Hundreds of YNHH health care staff, COVID-19 patients given antibody tests
Healthcare workers and COVID-19 patients at Yale New Haven Hospital (YNHH) have begun receiving blood tests designed by Yale scientists to detect antibodies to the virus, yielding information researchers hope will answer important questions about the nature of the global pandemic.
The new serum antibody tests would reveal which healthcare workers were exposed to the virus in the past and might have immunity to re-infections, potentially allowing them to safely work around COVID-19 patients. Giving the test to patients with a confirmed diagnosis of COVID-19 will help establish its accuracy. The new test, intended for research purposes, has not yet been approved for use in the clinic. Data generated by the tests will ultimately help researchers answer various questions presented by the novel coronavirus, the most pressing of which are whether people exposed to the virus are immune to re-infection and whether antibodies against the virus can paradoxically worsen illness.
“We want to know what proportion of people were infected and if antibodies protect you from re-infection once you come out of lockdown,” said Yale’s Albert Ko, department chair and professor of epidemiology (microbial diseases) and of medicine (infectious diseases).
Ko and team are also investigating whether antibodies against the SARS-CoV-2 virus can in some cases be harmful by helping trigger the devastating “cytokine storm” immune response that can fill lungs with fluid and shut down major organs, including the heart and kidneys.
“Understanding the quality of a patient’s antibody response is therefore very important in giving assurance that a person is immune,” said Aaron Ring, assistant professor of immunobiology. “Also, if harmful antibody responses can be identified, this may suggest new therapeutic strategies for COVID-19.”
The new blood serum test can pick up antibodies generated by the immune system in the days and weeks following infection with COVID-19. However, the lack of antibody tests, and questions about their accuracy, have limited their widespread use.
While the Food and Drug Administration is expected to approve antibody tests this week, the lack of testing capability prompted a team of Yale researchers headed by Ko, Ring, and members of their clinical and research groups — including YNHH physician Camila Odio, associate research scientist Arnau Casanovas Massana, and bioengineering graduate student Feimei Liu — to get a head start on the process. They have already examined antibody responses to a coronavirus protein in hundreds of patient and healthcare worker samples, and they are now bringing new tests online to check whether antibodies are produced in response to other viral proteins as well.
One key question they hope to answer is whether antibodies generated by COVID-19 actually prevent re-infection, as they do against strains of flu virus. If so, policymakers may be able to relax social distancing guidelines for those who possess these antibodies, and allow them to re-enter the workforce. However, common cold viruses, for instance, also generate antibodies but they do not protect people from re-exposure.
“Not all antibodies are created equal,” Ko said.
The data generated by antibody tests might help guide in the development of vaccines, Ko said.
“We need to know what drives protective responses to the virus to help spur vaccine development,” he said.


→ Task item
To complete the exercise, repeat every record exactly as it stands.

(Supplied data begins)

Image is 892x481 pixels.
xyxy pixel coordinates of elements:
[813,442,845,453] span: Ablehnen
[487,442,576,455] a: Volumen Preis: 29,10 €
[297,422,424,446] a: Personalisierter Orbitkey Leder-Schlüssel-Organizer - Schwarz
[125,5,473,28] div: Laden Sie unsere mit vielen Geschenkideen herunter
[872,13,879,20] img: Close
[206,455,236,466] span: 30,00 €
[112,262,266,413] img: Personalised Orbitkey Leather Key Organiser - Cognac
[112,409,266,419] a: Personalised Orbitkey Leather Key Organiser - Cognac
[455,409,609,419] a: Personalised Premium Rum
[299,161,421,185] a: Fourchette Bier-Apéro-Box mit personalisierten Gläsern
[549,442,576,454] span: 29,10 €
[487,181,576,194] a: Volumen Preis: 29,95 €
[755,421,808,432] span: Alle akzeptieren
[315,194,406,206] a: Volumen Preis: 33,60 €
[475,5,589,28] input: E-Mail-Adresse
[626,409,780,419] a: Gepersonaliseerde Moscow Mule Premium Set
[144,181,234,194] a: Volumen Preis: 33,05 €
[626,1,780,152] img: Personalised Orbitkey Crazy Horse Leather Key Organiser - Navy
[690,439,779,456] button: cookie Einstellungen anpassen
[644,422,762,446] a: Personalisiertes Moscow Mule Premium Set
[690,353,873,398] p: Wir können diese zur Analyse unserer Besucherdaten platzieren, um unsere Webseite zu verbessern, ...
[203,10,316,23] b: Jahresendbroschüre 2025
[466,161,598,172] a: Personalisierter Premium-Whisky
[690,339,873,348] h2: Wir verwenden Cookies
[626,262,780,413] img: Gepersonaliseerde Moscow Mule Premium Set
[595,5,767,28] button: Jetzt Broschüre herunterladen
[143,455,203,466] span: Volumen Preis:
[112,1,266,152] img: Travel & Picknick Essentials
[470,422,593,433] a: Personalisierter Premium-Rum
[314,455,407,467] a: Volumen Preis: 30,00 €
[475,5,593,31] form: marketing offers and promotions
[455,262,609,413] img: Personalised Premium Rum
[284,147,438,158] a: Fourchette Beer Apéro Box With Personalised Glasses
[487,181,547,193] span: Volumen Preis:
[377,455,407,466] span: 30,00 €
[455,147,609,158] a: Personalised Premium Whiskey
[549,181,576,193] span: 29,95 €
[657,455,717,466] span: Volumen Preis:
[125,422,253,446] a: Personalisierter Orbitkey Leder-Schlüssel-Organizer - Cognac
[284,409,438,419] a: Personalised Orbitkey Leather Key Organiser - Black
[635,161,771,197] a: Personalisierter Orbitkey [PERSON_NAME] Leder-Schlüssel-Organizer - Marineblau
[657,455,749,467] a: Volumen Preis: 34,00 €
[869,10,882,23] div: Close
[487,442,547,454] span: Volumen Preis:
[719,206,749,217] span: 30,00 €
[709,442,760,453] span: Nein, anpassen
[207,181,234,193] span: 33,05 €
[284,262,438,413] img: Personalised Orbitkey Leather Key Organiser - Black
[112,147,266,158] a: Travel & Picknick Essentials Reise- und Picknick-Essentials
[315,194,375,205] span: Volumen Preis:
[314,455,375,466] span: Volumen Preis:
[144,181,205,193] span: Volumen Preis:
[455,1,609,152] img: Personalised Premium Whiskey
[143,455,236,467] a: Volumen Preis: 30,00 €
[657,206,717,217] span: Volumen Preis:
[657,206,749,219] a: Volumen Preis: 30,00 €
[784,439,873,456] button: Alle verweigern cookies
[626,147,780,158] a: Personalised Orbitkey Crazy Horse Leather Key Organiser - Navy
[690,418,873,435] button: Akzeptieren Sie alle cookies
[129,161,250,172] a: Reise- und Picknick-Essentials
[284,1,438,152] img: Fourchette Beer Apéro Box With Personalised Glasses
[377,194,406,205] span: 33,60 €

(Supplied data ends)

→ Your response
Image is 892x481 pixels.
xyxy pixel coordinates of elements:
[813,442,845,453] span: Ablehnen
[487,442,576,455] a: Volumen Preis: 29,10 €
[297,422,424,446] a: Personalisierter Orbitkey Leder-Schlüssel-Organizer - Schwarz
[125,5,473,28] div: Laden Sie unsere mit vielen Geschenkideen herunter
[872,13,879,20] img: Close
[206,455,236,466] span: 30,00 €
[112,262,266,413] img: Personalised Orbitkey Leather Key Organiser - Cognac
[112,409,266,419] a: Personalised Orbitkey Leather Key Organiser - Cognac
[455,409,609,419] a: Personalised Premium Rum
[299,161,421,185] a: Fourchette Bier-Apéro-Box mit personalisierten Gläsern
[549,442,576,454] span: 29,10 €
[487,181,576,194] a: Volumen Preis: 29,95 €
[755,421,808,432] span: Alle akzeptieren
[315,194,406,206] a: Volumen Preis: 33,60 €
[475,5,589,28] input: E-Mail-Adresse
[626,409,780,419] a: Gepersonaliseerde Moscow Mule Premium Set
[144,181,234,194] a: Volumen Preis: 33,05 €
[626,1,780,152] img: Personalised Orbitkey Crazy Horse Leather Key Organiser - Navy
[690,439,779,456] button: cookie Einstellungen anpassen
[644,422,762,446] a: Personalisiertes Moscow Mule Premium Set
[690,353,873,398] p: Wir können diese zur Analyse unserer Besucherdaten platzieren, um unsere Webseite zu verbessern, ...
[203,10,316,23] b: Jahresendbroschüre 2025
[466,161,598,172] a: Personalisierter Premium-Whisky
[690,339,873,348] h2: Wir verwenden Cookies
[626,262,780,413] img: Gepersonaliseerde Moscow Mule Premium Set
[595,5,767,28] button: Jetzt Broschüre herunterladen
[143,455,203,466] span: Volumen Preis:
[112,1,266,152] img: Travel & Picknick Essentials
[470,422,593,433] a: Personalisierter Premium-Rum
[314,455,407,467] a: Volumen Preis: 30,00 €
[475,5,593,31] form: marketing offers and promotions
[455,262,609,413] img: Personalised Premium Rum
[284,147,438,158] a: Fourchette Beer Apéro Box With Personalised Glasses
[487,181,547,193] span: Volumen Preis:
[377,455,407,466] span: 30,00 €
[455,147,609,158] a: Personalised Premium Whiskey
[549,181,576,193] span: 29,95 €
[657,455,717,466] span: Volumen Preis:
[125,422,253,446] a: Personalisierter Orbitkey Leder-Schlüssel-Organizer - Cognac
[284,409,438,419] a: Personalised Orbitkey Leather Key Organiser - Black
[635,161,771,197] a: Personalisierter Orbitkey [PERSON_NAME] Leder-Schlüssel-Organizer - Marineblau
[657,455,749,467] a: Volumen Preis: 34,00 €
[869,10,882,23] div: Close
[487,442,547,454] span: Volumen Preis:
[719,206,749,217] span: 30,00 €
[709,442,760,453] span: Nein, anpassen
[207,181,234,193] span: 33,05 €
[284,262,438,413] img: Personalised Orbitkey Leather Key Organiser - Black
[112,147,266,158] a: Travel & Picknick Essentials Reise- und Picknick-Essentials
[315,194,375,205] span: Volumen Preis:
[314,455,375,466] span: Volumen Preis:
[144,181,205,193] span: Volumen Preis:
[455,1,609,152] img: Personalised Premium Whiskey
[143,455,236,467] a: Volumen Preis: 30,00 €
[657,206,717,217] span: Volumen Preis:
[657,206,749,219] a: Volumen Preis: 30,00 €
[784,439,873,456] button: Alle verweigern cookies
[626,147,780,158] a: Personalised Orbitkey Crazy Horse Leather Key Organiser - Navy
[690,418,873,435] button: Akzeptieren Sie alle cookies
[129,161,250,172] a: Reise- und Picknick-Essentials
[284,1,438,152] img: Fourchette Beer Apéro Box With Personalised Glasses
[377,194,406,205] span: 33,60 €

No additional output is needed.